How Digital Signal Processing Works Print E-mail
Written by O G POPA   
Tuesday, 28 March 2006

Once the signal is properly filtered, we need to change it back to time-domain, and we do this by using a second transformation function. Now we are able to listen our record, filtered of (any) noise. If we are satisfied with the quality of the recording, we can burn the CD; otherwise, we could repeat the above procedure, until results are exactly what we expect them to be. Digital Signal Processing ends here.

{mosgoogle}Now, we have a CD holding a digital signal--an audio file in this particular case. It happens that our audio digital file takes too many memory bytes to store, and we cannot afford this. We want our digital file to use the smallest amount of memory, so that we can transfer the file quickly over the Internet, or we would like to store as many records as we can in a small MP3 player, for example. For this we need a “compression” technique, and, implicitly, an “encryption” one.

There are very many compression/encryptions methods available, and very many will be developed into the future. Basically, the digital signal is in fact a series of integers--an integer is 2 bytes; one byte is 8 bits; each bit is either 0 or 1--and each integer represents one mathematical value in the range of 0 to 65535. Now, we see that each digit in the range 0 to 65535 is repeated a number of times, in the entire digital audio file. This information is very important, because it helps us to convert our series of integers into a mathematically encrypted structure, by means of a software compression/encryption “key”. Instead of using, for example, the integer 23501 for 1522 times in our digital audio file, we use only the information about that integer, meaning that we store only the value 1522, one single time, corresponding to the integer 23501.
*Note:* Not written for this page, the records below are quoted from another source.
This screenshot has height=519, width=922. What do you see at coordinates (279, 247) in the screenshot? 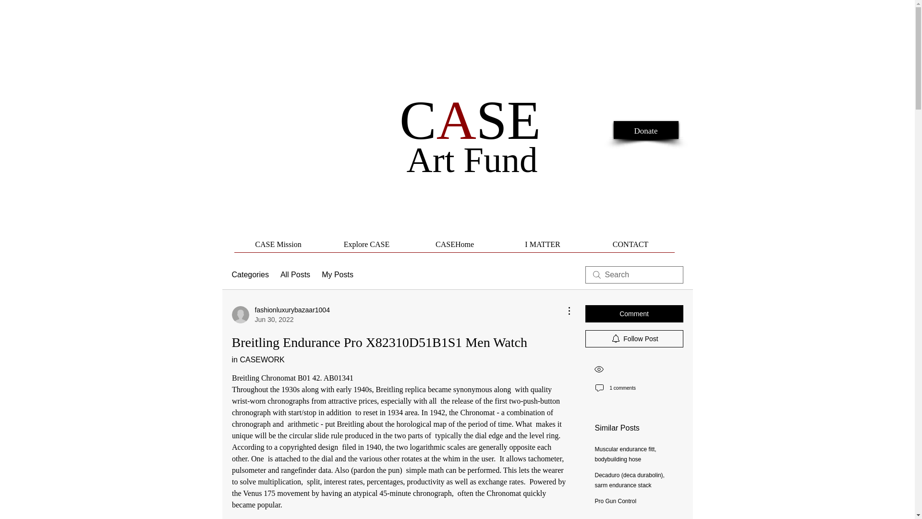
I see `CASE Mission` at bounding box center [279, 247]. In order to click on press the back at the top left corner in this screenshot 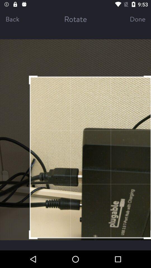, I will do `click(18, 19)`.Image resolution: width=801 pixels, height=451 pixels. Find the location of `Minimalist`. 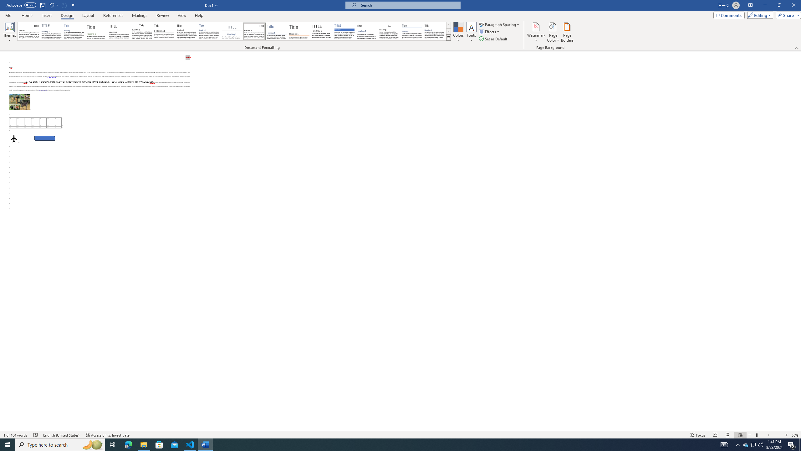

Minimalist is located at coordinates (322, 31).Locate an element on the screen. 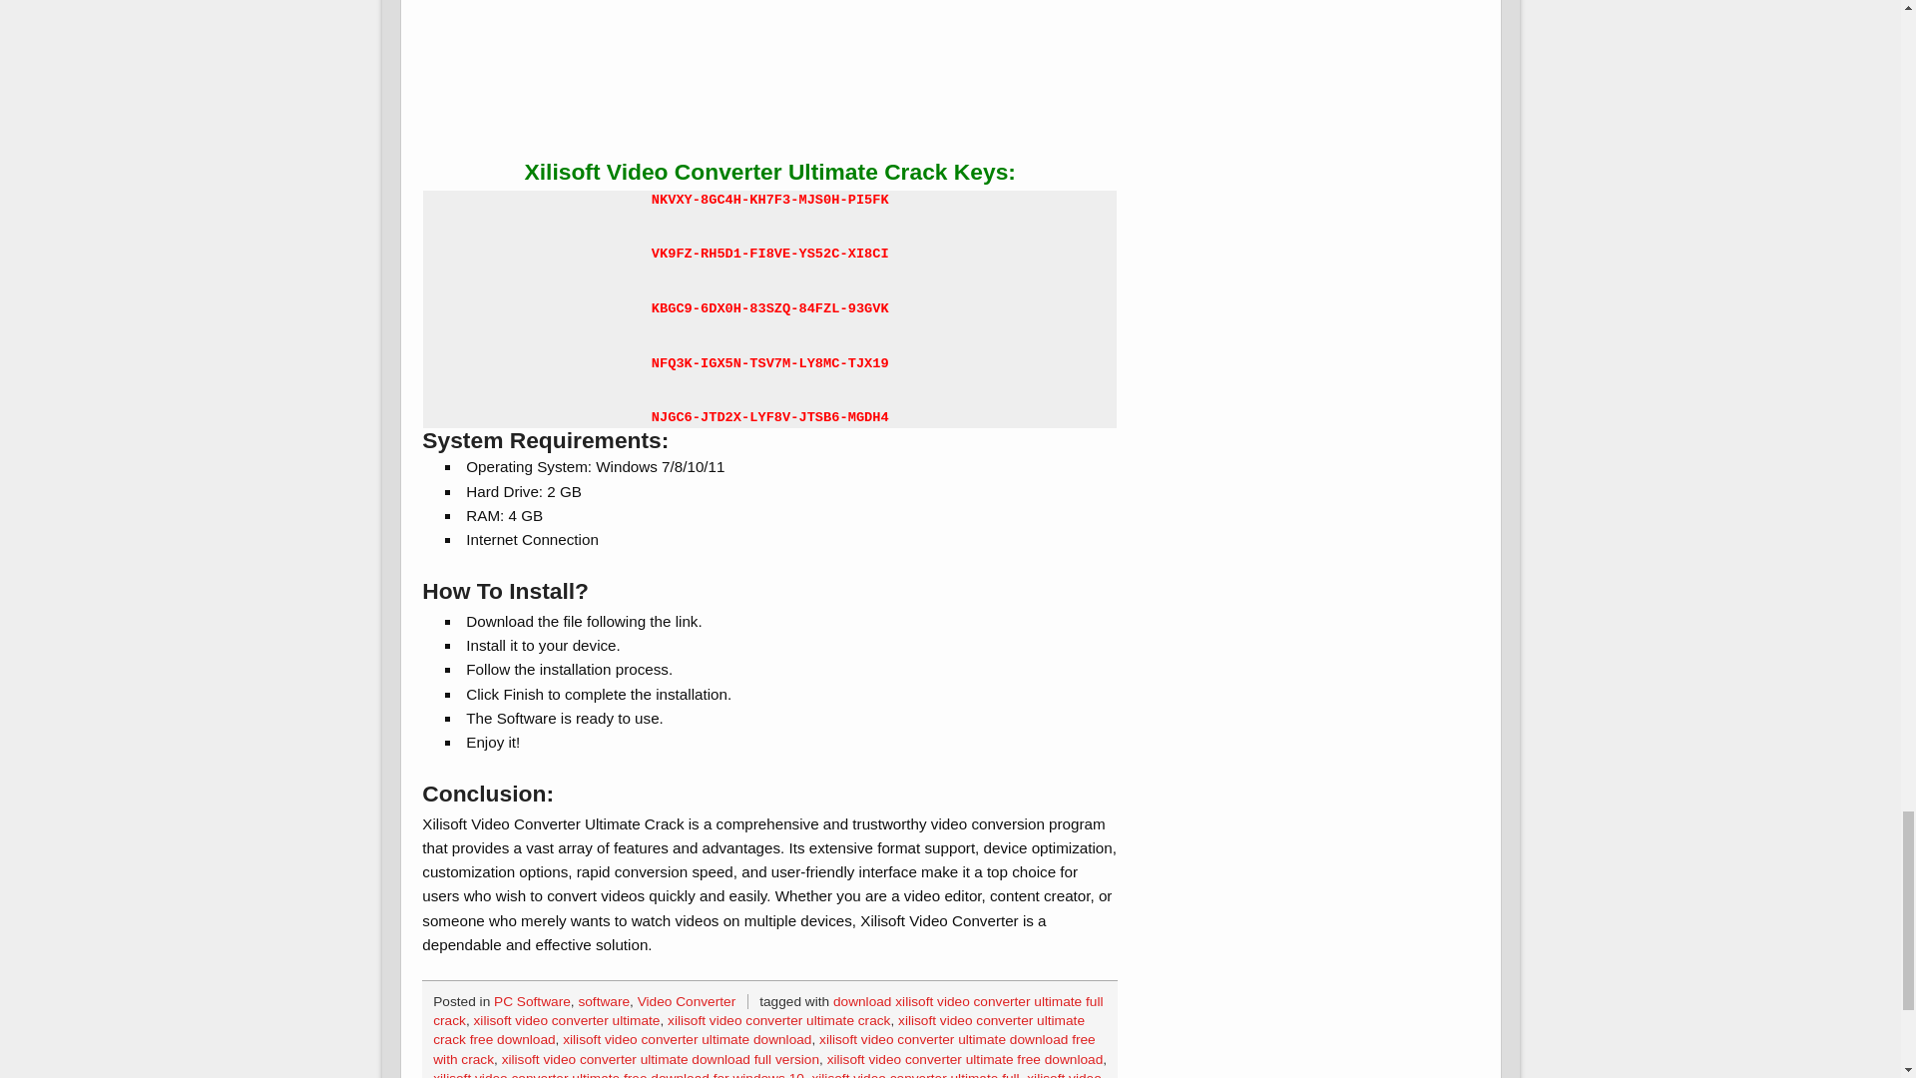 The height and width of the screenshot is (1078, 1916). Video Converter is located at coordinates (687, 1000).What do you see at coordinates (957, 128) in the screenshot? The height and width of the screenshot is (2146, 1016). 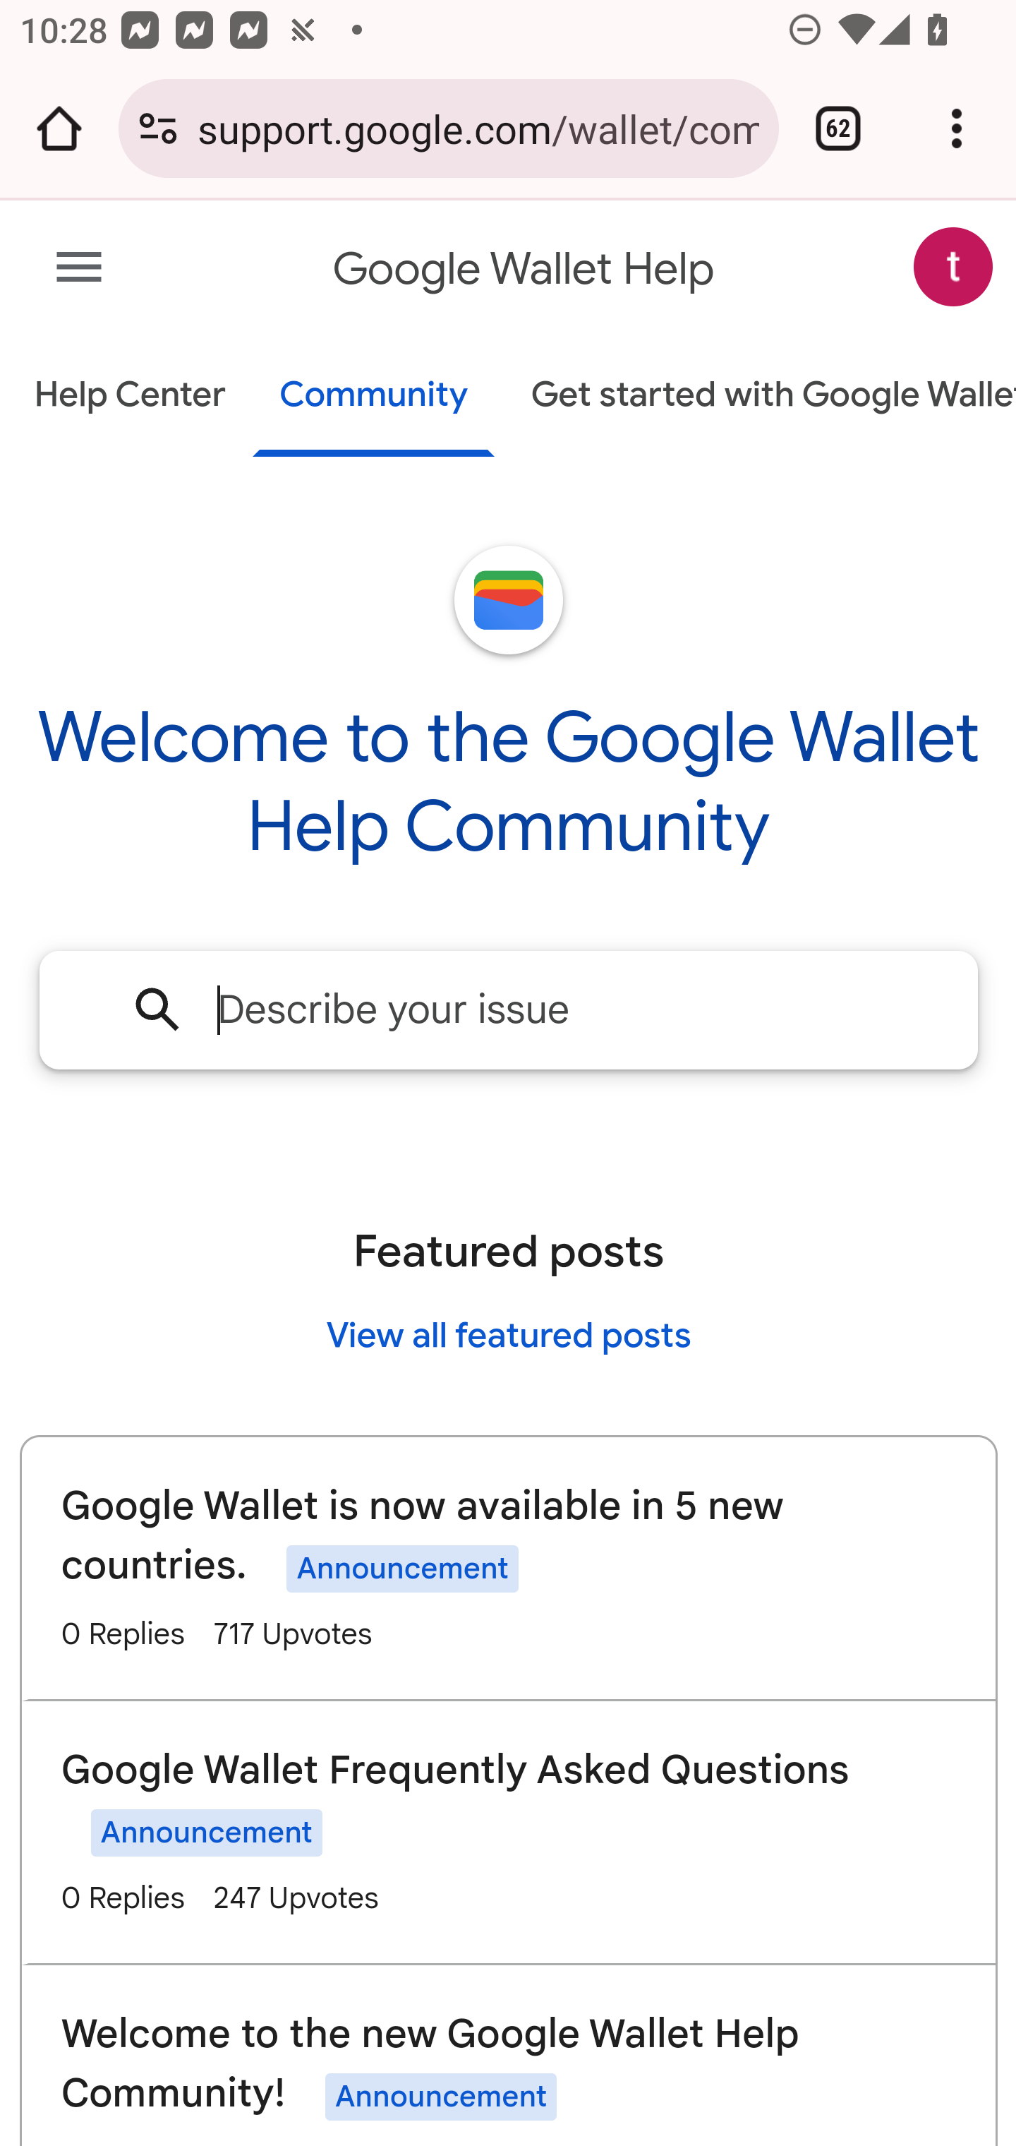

The compression/encryption key--this is in fact another mathematical algorithm--it is responsible for taking the initial digital file and breaking it into frames of integers; for replacing each integer with the number of times it is used; and for storing the code needed to reconstitute the initial series of integers, which is the original digital file. Commonly, the key works with a special memory structure, named a “binary-tree”. In this binary-tree, the position of each number represents how many times an integer appears in the entire file, and it also holds the information needed to reconstitute the frames, and then the entire audio digital file.